What does July filariasis mean?
July filariasis is an idiom in China, which comes from the Book of Songs, national style and wind. July filariasis, September clothes. On the first day, Li Lie was born the next day; No clothes, no brown, why did you die? The real meaning of filariasis in July is that the weather turns cold in July of the lunar calendar. As soon as it gets dark, you can see the big Mars falling from the west. However, July filariasis has been wrongly used to describe the summer heat for many years, and it still exists in various media, so the original meaning of this old saying has been popularized and alienated.
Filariasis in July is used to describe the hot weather in July in midsummer. In fact, it is wrong to read literature rationally. July filariasis doesn't mean it is hot.
Literally, July filariasis seems to refer to the hot temperature in midsummer, but its original intention is just the opposite. Fire flows out of the Book of Songs in July. The first verse is: Fire flows in July, and clothes are given in September. The first day I was fat, the next day I was fierce. No clothes, no brown, why die? On the third and fourth day, I stood on tiptoe. With my daughter-in-law, we are very happy to see each other in the south. This poem, expressed in modern Chinese, is: in July, the fire falls to the west, and in September, women sew cold clothes. 1 1 the north wind blows hard in the month,1the cold wind blows hard in February. How can we spend the end of the year without good clothes and coarse clothes? In the first month, we began to hoe and plow, and in the second month, we went to farm. Tianguan was very happy, took his wife and children and sent the rice to the sunny land.
This poem is about the work and life of a feudal official (bρn) who was under the command of Zhou Wang all the year round (the official land was in Xunyi and Binxian, Shaanxi) more than 3,000 years ago. Gong Liu, Zhou's ancestor, moved here from this fief. After Gong Liu's death, his son succeeded to the throne, and his capital was Qingjie.
This poem describes the life and labor of rural farmers all year round. The whole poem was written in July, and each painting was unfolded month by month in the order of farming activities. The weekly calendar is used in the poem. The first month of the week calendar is 1 1 month in the summer calendar (today's lunar calendar), and July is roughly equivalent to September and1month in the Gregorian calendar.
The fire here is not the weather like fire, but the name of a star. Fire refers to Mars, which the ancients in China called Antares. Flow in the west. Every year in late summer and early autumn, the position of Mars will gradually drop to the west of the night sky. So filariasis in July does not mean that the weather in July is as hot as filariasis, but it is getting colder and colder.
Another "Three Years of Zuo Zhao": Both cold and heat in the fire are retreating, that is to say, when the big Mars (Antares) appears in the south in the morning, the cold will retreat, and when the big Mars appears in the south at night, the heat will retreat. Accordingly, some contemporary people translate the fire in July and the clothes in September into the westward journey of Mars in July and the cold clothes made by women in September. In short, I went to Qiu Lai in summer and it got cold.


What to do:
Quote exactly the lines running from the line with "Find *man*. Reply" to the end of the entries, including both, and nothing else.

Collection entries
-*-*-

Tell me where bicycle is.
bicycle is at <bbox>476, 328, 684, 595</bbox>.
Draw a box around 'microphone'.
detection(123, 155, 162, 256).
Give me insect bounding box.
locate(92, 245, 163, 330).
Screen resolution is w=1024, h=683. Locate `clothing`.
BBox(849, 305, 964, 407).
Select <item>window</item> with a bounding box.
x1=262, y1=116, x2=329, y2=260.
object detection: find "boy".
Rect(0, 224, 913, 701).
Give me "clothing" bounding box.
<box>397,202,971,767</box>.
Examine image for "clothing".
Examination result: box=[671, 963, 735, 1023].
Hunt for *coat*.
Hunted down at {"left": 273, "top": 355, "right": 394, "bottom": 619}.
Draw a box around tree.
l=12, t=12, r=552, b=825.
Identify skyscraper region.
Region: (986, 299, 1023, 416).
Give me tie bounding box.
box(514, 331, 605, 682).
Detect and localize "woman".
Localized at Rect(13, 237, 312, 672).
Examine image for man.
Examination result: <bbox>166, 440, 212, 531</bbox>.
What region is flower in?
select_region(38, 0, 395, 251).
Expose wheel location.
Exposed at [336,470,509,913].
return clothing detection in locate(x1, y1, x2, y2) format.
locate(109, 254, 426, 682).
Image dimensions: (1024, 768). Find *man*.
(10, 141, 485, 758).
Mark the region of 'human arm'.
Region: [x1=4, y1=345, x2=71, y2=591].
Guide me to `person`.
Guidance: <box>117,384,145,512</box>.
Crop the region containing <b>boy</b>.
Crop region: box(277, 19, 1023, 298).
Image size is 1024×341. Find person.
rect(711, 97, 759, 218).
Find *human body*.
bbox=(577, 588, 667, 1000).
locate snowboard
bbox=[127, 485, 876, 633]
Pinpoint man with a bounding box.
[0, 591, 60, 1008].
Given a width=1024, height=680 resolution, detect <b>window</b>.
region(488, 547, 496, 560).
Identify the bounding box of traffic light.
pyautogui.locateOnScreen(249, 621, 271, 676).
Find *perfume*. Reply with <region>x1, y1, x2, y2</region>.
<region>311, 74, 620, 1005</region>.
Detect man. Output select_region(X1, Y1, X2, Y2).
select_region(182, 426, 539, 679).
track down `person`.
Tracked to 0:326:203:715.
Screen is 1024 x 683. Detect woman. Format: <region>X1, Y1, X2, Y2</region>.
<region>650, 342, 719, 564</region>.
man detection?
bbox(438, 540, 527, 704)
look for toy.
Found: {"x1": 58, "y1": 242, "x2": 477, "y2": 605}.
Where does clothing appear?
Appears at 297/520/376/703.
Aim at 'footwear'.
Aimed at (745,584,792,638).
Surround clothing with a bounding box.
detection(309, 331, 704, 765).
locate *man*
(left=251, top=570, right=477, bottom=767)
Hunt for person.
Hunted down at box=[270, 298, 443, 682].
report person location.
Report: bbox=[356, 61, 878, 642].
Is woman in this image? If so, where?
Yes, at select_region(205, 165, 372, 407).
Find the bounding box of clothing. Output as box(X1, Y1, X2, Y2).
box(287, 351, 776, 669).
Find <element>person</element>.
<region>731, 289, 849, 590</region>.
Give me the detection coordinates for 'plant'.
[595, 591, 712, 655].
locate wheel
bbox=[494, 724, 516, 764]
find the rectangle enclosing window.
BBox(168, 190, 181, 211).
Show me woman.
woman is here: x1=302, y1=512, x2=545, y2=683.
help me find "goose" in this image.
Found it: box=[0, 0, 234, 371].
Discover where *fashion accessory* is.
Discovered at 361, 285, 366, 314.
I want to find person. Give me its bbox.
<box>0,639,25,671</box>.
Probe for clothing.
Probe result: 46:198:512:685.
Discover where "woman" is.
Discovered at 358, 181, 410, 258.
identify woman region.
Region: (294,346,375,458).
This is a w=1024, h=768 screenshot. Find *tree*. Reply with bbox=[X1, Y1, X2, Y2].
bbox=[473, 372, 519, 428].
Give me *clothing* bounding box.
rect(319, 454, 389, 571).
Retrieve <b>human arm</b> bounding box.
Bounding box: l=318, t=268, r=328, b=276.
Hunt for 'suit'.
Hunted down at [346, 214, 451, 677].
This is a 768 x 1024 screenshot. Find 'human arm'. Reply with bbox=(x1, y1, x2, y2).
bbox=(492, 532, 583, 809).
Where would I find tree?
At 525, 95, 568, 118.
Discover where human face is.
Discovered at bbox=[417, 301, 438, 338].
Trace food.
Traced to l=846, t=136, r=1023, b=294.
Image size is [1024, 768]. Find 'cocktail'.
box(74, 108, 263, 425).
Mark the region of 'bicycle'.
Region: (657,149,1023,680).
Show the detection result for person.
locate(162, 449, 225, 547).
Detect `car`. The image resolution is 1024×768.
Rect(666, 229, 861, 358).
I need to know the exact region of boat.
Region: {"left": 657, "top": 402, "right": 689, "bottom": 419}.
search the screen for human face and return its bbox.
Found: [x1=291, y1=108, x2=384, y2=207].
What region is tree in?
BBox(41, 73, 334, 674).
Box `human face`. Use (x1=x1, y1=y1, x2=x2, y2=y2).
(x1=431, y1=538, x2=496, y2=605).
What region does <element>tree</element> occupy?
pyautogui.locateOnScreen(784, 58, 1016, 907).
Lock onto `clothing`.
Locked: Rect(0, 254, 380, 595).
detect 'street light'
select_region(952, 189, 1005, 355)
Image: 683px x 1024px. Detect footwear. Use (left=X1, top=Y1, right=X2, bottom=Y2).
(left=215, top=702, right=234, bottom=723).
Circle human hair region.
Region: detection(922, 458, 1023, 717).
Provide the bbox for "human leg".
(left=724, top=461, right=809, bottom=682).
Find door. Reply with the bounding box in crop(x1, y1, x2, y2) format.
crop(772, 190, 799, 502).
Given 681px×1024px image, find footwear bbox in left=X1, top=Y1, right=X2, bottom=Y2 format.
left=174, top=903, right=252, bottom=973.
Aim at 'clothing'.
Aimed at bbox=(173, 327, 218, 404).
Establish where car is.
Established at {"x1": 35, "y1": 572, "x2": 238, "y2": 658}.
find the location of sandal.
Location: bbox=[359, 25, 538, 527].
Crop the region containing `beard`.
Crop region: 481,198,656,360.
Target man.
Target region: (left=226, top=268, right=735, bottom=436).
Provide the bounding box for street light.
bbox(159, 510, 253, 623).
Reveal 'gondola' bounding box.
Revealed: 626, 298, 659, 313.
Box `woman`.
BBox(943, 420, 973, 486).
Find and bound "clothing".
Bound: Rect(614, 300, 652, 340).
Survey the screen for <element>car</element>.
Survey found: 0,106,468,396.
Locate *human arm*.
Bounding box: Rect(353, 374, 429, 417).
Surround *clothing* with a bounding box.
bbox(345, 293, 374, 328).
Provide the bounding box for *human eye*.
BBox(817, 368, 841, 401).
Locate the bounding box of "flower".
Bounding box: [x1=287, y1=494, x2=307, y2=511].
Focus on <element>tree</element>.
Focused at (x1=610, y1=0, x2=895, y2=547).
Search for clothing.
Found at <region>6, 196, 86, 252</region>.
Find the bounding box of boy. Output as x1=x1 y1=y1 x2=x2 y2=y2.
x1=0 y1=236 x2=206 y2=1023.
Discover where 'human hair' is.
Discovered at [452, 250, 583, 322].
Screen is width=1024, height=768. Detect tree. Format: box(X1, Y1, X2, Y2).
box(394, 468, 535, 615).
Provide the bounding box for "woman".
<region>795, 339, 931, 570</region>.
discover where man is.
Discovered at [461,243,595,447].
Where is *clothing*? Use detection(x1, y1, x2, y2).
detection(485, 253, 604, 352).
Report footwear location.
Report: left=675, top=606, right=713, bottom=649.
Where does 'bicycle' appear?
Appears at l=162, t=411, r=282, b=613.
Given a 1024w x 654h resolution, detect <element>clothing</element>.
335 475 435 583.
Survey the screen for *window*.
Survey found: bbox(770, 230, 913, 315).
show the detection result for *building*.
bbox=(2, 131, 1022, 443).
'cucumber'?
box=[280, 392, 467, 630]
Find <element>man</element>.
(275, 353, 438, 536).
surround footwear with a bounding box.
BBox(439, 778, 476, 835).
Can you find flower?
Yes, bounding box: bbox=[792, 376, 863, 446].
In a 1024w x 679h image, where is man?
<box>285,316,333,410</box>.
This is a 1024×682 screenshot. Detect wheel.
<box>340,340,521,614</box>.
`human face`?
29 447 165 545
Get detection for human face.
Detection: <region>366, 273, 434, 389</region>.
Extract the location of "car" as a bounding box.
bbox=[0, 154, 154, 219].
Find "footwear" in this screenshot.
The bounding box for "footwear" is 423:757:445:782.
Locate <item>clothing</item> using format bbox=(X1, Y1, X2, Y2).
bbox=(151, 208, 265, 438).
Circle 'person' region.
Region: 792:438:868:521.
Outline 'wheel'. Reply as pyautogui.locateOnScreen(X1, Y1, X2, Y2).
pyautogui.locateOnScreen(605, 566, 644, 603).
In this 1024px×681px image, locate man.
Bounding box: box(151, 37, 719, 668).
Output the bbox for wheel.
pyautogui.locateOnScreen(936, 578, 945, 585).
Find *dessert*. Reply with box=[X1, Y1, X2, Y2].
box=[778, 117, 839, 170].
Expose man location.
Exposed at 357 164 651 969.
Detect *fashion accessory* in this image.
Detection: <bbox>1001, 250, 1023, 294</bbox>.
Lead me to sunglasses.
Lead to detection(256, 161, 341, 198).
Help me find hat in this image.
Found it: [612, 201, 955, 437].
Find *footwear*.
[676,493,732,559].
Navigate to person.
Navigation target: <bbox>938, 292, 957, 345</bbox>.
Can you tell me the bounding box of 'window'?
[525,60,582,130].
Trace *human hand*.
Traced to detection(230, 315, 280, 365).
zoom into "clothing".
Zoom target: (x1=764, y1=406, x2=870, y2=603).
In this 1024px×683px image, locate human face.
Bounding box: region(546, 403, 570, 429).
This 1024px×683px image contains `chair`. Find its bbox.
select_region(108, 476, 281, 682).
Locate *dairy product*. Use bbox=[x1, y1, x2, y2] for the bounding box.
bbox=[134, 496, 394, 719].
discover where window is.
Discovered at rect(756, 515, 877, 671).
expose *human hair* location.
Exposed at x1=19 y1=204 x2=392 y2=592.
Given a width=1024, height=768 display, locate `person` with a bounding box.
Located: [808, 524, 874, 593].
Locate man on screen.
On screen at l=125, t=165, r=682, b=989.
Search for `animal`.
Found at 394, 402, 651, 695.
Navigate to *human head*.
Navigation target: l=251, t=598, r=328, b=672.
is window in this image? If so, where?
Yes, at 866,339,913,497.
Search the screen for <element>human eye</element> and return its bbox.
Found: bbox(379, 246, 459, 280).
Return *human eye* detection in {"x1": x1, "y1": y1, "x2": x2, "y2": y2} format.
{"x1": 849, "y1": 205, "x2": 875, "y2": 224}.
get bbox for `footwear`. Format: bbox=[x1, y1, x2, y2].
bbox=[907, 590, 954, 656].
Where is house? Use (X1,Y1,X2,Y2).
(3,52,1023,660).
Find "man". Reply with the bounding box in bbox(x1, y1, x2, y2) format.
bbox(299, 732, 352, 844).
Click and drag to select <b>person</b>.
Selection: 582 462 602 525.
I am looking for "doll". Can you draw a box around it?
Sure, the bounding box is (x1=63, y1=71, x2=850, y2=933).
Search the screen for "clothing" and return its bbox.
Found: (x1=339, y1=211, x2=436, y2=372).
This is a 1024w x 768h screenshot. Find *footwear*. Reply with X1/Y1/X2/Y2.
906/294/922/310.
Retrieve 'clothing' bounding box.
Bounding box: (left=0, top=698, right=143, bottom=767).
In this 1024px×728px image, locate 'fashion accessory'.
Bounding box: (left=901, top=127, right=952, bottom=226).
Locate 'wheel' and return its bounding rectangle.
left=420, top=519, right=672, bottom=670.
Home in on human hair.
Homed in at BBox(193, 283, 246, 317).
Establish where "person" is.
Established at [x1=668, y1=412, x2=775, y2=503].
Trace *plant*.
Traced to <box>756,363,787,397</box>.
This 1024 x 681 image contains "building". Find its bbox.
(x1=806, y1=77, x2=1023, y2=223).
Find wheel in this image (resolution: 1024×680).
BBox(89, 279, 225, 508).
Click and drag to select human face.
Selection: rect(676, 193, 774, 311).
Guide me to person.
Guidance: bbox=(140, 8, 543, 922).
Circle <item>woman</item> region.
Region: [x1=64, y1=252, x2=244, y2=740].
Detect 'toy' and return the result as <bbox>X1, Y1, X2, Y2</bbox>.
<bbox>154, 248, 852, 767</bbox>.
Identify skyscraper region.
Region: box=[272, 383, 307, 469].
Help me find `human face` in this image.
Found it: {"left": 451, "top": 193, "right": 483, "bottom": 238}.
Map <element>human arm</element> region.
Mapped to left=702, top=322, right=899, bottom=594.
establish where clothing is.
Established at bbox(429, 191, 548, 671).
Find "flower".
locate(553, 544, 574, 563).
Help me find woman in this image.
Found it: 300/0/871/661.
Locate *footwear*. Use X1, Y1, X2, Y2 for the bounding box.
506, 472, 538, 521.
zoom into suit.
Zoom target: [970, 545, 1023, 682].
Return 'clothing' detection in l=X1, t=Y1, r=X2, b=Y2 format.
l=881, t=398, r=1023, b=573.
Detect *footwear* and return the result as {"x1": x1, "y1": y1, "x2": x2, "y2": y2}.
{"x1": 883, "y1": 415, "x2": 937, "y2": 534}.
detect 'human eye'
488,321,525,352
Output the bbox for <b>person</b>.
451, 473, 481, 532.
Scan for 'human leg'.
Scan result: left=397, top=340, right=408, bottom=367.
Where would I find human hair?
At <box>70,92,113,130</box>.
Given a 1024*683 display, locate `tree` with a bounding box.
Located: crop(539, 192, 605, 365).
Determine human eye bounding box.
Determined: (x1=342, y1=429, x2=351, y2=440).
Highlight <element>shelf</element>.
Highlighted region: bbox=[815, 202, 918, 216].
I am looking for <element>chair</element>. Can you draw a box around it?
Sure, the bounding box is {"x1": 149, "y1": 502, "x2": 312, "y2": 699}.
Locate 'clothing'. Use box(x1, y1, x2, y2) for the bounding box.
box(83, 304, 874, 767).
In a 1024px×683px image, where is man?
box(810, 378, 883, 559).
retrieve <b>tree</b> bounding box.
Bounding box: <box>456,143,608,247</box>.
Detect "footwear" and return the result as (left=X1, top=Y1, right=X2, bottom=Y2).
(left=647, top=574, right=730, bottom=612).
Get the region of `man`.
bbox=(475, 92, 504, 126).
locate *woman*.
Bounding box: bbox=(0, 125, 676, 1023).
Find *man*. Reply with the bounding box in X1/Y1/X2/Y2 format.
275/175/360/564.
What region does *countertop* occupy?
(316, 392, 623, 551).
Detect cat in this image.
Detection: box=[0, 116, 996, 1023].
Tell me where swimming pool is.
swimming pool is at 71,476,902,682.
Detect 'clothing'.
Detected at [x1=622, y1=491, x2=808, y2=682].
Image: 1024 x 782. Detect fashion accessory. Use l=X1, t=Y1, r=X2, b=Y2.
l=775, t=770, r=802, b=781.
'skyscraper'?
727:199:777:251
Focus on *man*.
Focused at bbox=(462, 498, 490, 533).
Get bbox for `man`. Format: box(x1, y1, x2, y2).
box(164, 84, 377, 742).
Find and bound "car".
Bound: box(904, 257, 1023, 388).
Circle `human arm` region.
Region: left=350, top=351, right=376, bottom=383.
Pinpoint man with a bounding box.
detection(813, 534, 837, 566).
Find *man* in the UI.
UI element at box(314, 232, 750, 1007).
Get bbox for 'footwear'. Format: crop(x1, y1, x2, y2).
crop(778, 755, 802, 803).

-*-*-

Response area:
Find *man*. Reply with the bounding box in X1/Y1/X2/Y2 format.
275/175/360/564.
What region does *countertop* occupy?
(316, 392, 623, 551).
Detect cat in this image.
Detection: box=[0, 116, 996, 1023].
Tell me where swimming pool is.
swimming pool is at 71,476,902,682.
Detect 'clothing'.
Detected at [x1=622, y1=491, x2=808, y2=682].
Image: 1024 x 782. Detect fashion accessory. Use l=X1, t=Y1, r=X2, b=Y2.
l=775, t=770, r=802, b=781.
'skyscraper'?
727:199:777:251
Focus on *man*.
Focused at bbox=(462, 498, 490, 533).
Get bbox for `man`. Format: box(x1, y1, x2, y2).
box(164, 84, 377, 742).
Find and bound "car".
Bound: box(904, 257, 1023, 388).
Circle `human arm` region.
Region: left=350, top=351, right=376, bottom=383.
Pinpoint man with a bounding box.
detection(813, 534, 837, 566).
Find *man* in the UI.
UI element at box(314, 232, 750, 1007).
Get bbox for 'footwear'. Format: crop(x1, y1, x2, y2).
crop(778, 755, 802, 803).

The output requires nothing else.